Nicira’s Fresh Take on Network-as-a-Service Not Quite Ready to Rival Cisco
Nicira is a startup that freshly existed in stealth, but has already managed to gain an impressive customer base and quite a bit of funding thanks to its new angle on virtualization. Stanford‘s Martin Casado and Nick McKeown, together with Scott Shenker from the University of California, took virtualization to the next level by co-founding Nicira, and offering up a network-on-demand to enterprises that need to address customer usage spikes.
The company is introducing the concept of the cloud to the networking layer. It offers an alternative to buying costly IT gear in order to handle demand overflows, and instead enables clients to offload traffic during peak-times to its own data centers. Cloud host Rackspace is one of the biggest names on Nicira’s user list today, along with carrier AT&T, eBay and others.
Wikibon analyst Stu Miniman believes that in the long run, this new tech will appeal more to cloud companies rather than enterprises, and that – while Nicira has the potential of turning out as a disrupting force in the networking world – it’s not ready to take on Cisco just yet.
“Network virtualization is the biggest change to networking in 25 years,” said Stephen Mullaney, chief executive of Nicira. “NVP provides the final pivotal piece to cloud computing, the most transformational change to IT in a generation. And the largest most forward-thinking cloud providers are laser-focused on operations and economics, the two benefits Nicira delivers.”
This pitch seems to have done its magic on some of the higher-profile VCs in the tech industry. In the same announcement, Nicira revealed its product the startup announced that it has raised $50 million from Andreessen Horowitz, Lightspeed Venture Partners, NEA and a couple of independent investors – which is none too shabby for a seed funding round.
Nicira is not the only one that has been disrupting the traditional network recently. IBM unveiled an OpenFlow-based product in collaboration with NEC a couple weeks ago.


* [Assigned task]:
Find the string "angle" in the data, then copy every line where it is found.

* [Material provided]:
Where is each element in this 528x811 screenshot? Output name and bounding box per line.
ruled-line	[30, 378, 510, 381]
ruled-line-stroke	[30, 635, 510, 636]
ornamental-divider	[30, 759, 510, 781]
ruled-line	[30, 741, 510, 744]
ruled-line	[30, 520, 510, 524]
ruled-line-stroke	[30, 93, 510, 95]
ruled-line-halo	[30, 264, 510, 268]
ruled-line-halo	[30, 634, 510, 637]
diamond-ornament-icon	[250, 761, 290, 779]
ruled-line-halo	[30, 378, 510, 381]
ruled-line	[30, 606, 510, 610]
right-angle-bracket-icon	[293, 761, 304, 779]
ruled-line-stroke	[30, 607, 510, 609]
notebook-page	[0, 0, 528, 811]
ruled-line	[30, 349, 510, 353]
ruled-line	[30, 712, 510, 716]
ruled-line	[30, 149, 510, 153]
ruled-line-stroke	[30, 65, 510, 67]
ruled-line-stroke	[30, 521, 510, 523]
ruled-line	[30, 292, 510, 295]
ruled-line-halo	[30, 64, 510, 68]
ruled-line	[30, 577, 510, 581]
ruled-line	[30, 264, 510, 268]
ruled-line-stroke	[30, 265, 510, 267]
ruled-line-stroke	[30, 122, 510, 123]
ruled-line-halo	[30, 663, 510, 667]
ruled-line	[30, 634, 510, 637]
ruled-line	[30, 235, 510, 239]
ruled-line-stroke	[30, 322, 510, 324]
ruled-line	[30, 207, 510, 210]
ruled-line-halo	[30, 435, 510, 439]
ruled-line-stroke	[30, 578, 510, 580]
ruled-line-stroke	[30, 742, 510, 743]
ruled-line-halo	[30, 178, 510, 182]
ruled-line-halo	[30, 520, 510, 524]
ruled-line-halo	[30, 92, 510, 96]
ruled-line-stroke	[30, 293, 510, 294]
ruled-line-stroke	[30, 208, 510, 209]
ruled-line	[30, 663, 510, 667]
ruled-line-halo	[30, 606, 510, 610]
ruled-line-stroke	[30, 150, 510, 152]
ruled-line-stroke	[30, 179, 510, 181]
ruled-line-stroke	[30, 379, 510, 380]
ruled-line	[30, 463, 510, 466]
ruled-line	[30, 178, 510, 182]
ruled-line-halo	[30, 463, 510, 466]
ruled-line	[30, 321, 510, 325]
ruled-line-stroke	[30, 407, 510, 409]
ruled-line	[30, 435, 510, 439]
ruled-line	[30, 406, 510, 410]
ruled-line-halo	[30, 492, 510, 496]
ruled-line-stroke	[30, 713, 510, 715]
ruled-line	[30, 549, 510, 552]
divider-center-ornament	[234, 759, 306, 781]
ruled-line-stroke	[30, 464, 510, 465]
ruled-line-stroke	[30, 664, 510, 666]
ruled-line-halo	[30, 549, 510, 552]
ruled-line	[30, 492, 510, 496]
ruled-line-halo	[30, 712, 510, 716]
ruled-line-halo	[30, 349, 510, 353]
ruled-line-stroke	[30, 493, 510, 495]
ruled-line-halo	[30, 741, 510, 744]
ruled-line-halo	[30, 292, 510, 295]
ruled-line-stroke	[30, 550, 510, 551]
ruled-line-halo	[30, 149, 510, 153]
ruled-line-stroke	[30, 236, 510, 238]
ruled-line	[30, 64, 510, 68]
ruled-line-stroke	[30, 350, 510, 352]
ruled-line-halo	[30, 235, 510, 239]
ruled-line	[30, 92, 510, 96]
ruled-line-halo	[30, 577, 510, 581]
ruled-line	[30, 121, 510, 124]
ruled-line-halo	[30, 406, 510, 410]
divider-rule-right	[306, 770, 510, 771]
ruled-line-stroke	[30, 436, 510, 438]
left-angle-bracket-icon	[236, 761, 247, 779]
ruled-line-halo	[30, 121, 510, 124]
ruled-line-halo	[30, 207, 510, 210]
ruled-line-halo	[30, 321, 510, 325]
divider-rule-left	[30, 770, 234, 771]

* [Finished task]:
right-angle-bracket-icon	[293, 761, 304, 779]
left-angle-bracket-icon	[236, 761, 247, 779]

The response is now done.